- Location
- Kansas City
* Currently, there are about 152 different appropriations, with little more than costlier versions of the status quo. Only 11 of the appropriations actually focus on job creation. The others focus on health, education, entitlement and other spending—e.g., nurse training, Medicare, Head Start, boatyard support, home weatherization, etc. (2) The proposal will really have little short-term impact. As mentioned, many parts have nothing to do with stimulus. There are basic research and special education programs, for example. As Brooks mentions, “A study by the Congressional Budget Office found that less than half of the money for infrastructure and discretionary programs would be spent by October 1, 2010.” According to the Washington Post, of the $30 billion devoted to highway spending, only $4 billion will be spent in the next two years. Less than $3 billion of the $18.5 billion for renewable energy and less than half the financing for school construction will be spent by 2011. (3) The spending measures have “no sunset” in them. Once the crisis is passed, will this spending end? These commitments will be in all future budgets and will all contribute to further government spending because they will be entitlements! That is not reforming how we do government in this nation.
George Will writes: “Events are making reform more necessary while making it seem less urgent. A nation in which $350 billion was but the first half of the Troubled Asset Relief Program and in which TARP is distinct from the perhaps $825 billion ‘stimulus’ program, is a nation being taught not to take seriously sums with merely nine digits and two commas.”
There is an instinctive cry for help in a crisis like this. For someone who faces a job cut or health crisis and watches retirement savings wither away, I have three things to say about money: (1) How did you get it? (Legally and justly or exploitatively?); (2) What are you doing with it? (Indulging in luxuries or helping the needy?); and (3) What is it doing to you? Much of what Jesus taught focused on the third question. Finally, this financial meltdown must cause us as a civilization to rethink the importance of terms like greed, moderation, integrity and trust. A functioning economy is held together by these terms and, if absent, will collapse. That is what we are now seeing. May God have mercy on us!
This was written by one of my professors and it is very pointed for these times.

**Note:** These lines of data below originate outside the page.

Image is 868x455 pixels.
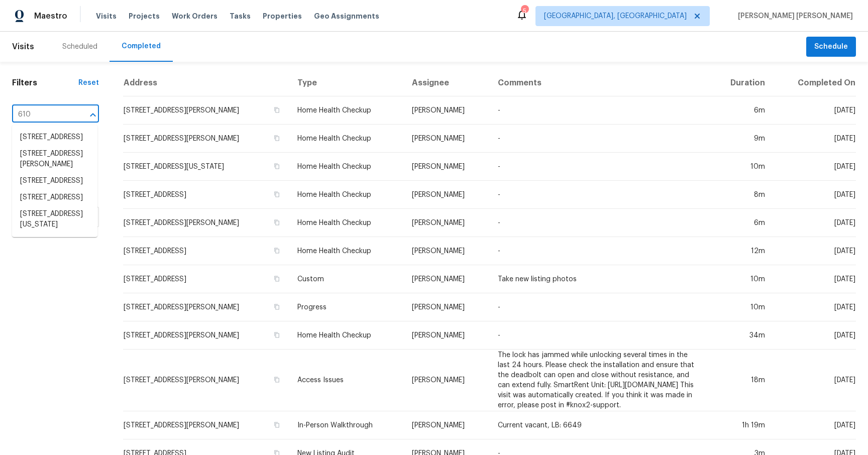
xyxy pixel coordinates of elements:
td: [STREET_ADDRESS][PERSON_NAME] [123,209,289,237]
td: Home Health Checkup [289,209,404,237]
td: - [490,181,710,209]
span: Maestro [34,11,67,21]
td: 10m [710,153,774,181]
th: Duration [710,70,774,96]
span: [PERSON_NAME] [PERSON_NAME] [734,11,853,21]
th: Comments [490,70,710,96]
span: Tasks [230,13,250,19]
td: [PERSON_NAME] [404,411,490,439]
td: Current vacant, LB: 6649 [490,411,710,439]
td: [STREET_ADDRESS][PERSON_NAME] [123,96,289,125]
td: - [490,153,710,181]
th: Address [123,70,289,96]
li: [STREET_ADDRESS][US_STATE] [12,206,97,233]
th: Completed On [774,70,856,96]
td: In-Person Walkthrough [289,411,404,439]
button: Copy Address [273,133,282,142]
td: 8m [710,181,774,209]
td: [DATE] [774,265,856,293]
td: Home Health Checkup [289,96,404,125]
span: Work Orders [171,11,217,21]
button: Close [86,108,100,122]
span: Properties [263,11,302,21]
li: [STREET_ADDRESS] [12,189,97,206]
td: [DATE] [774,350,856,411]
div: Completed [122,41,161,52]
td: [STREET_ADDRESS][PERSON_NAME] [123,411,289,439]
td: [DATE] [774,237,856,265]
td: 1h 19m [710,411,774,439]
li: [STREET_ADDRESS] [12,172,97,189]
td: - [490,96,710,125]
td: [PERSON_NAME] [404,181,490,209]
td: - [490,293,710,322]
button: Copy Address [273,421,282,430]
td: Take new listing photos [490,265,710,293]
span: Visits [12,36,34,57]
button: Copy Address [273,302,282,312]
button: Copy Address [273,105,282,115]
div: Scheduled [62,42,97,52]
td: 9m [710,125,774,153]
td: 12m [710,237,774,265]
td: [PERSON_NAME] [404,265,490,293]
td: [STREET_ADDRESS][US_STATE] [123,153,289,181]
td: [DATE] [774,293,856,322]
h1: Filters [12,78,78,88]
td: Home Health Checkup [289,153,404,181]
button: Copy Address [273,190,282,199]
td: [PERSON_NAME] [404,350,490,411]
td: Home Health Checkup [289,181,404,209]
td: [STREET_ADDRESS] [123,265,289,293]
td: [PERSON_NAME] [404,293,490,322]
td: - [490,125,710,153]
span: Projects [129,11,160,21]
div: 5 [521,6,528,17]
td: [STREET_ADDRESS][PERSON_NAME] [123,125,289,153]
td: [DATE] [774,96,856,125]
td: 6m [710,209,774,237]
td: Home Health Checkup [289,237,404,265]
td: - [490,209,710,237]
td: [STREET_ADDRESS][PERSON_NAME] [123,322,289,350]
td: 10m [710,265,774,293]
td: [DATE] [774,153,856,181]
td: Progress [289,293,404,322]
input: Search for an address... [12,107,71,123]
button: Copy Address [273,218,282,227]
td: - [490,322,710,350]
td: [PERSON_NAME] [404,125,490,153]
td: [DATE] [774,181,856,209]
td: The lock has jammed while unlocking several times in the last 24 hours. Please check the installa... [490,350,710,411]
td: [DATE] [774,209,856,237]
td: [STREET_ADDRESS] [123,181,289,209]
td: Custom [289,265,404,293]
td: Home Health Checkup [289,125,404,153]
th: Type [289,70,404,96]
td: 10m [710,293,774,322]
button: Schedule [807,37,856,57]
td: Home Health Checkup [289,322,404,350]
span: [GEOGRAPHIC_DATA], [GEOGRAPHIC_DATA] [544,11,687,21]
th: Assignee [404,70,490,96]
td: 34m [710,322,774,350]
td: [STREET_ADDRESS][PERSON_NAME] [123,293,289,322]
span: Geo Assignments [314,11,379,21]
td: [PERSON_NAME] [404,209,490,237]
td: [STREET_ADDRESS][PERSON_NAME] [123,350,289,411]
td: [PERSON_NAME] [404,322,490,350]
td: [DATE] [774,322,856,350]
td: [PERSON_NAME] [404,237,490,265]
td: - [490,237,710,265]
span: Schedule [814,41,848,54]
li: [STREET_ADDRESS][PERSON_NAME] [12,146,97,172]
td: Access Issues [289,350,404,411]
td: 18m [710,350,774,411]
button: Copy Address [273,375,282,384]
td: [DATE] [774,411,856,439]
td: [STREET_ADDRESS] [123,237,289,265]
td: [DATE] [774,125,856,153]
button: Copy Address [273,275,282,284]
td: [PERSON_NAME] [404,96,490,125]
button: Copy Address [273,162,282,171]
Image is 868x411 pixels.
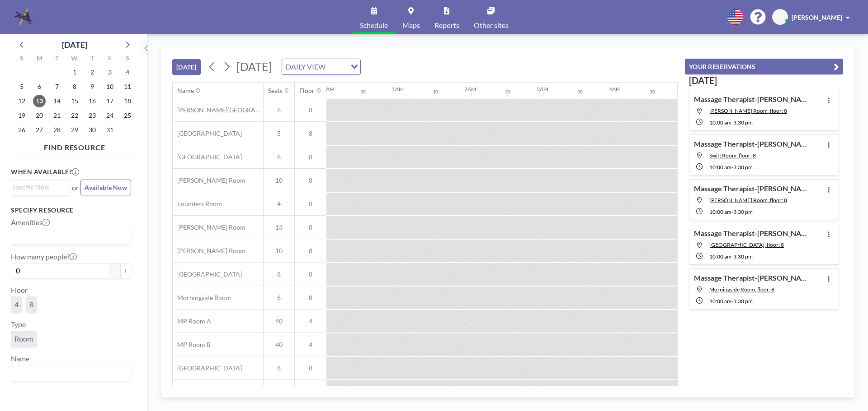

George Will writes: “Events are making reform more necessary while making it seem less urgent. A nation in which $350 billion was but the first half of the Troubled Asset Relief Program and in which TARP is distinct from the perhaps $825 billion ‘stimulus’ program, is a nation being taught not to take seriously sums with merely nine digits and two commas.”
There is an instinctive cry for help in a crisis like this. For someone who faces a job cut or health crisis and watches retirement savings wither away, I have three things to say about money: (1) How did you get it? (Legally and justly or exploitatively?); (2) What are you doing with it? (Indulging in luxuries or helping the needy?); and (3) What is it doing to you? Much of what Jesus taught focused on the third question. Finally, this financial meltdown must cause us as a civilization to rethink the importance of terms like greed, moderation, integrity and trust. A functioning economy is held together by these terms and, if absent, will collapse. That is what we are now seeing. May God have mercy on us!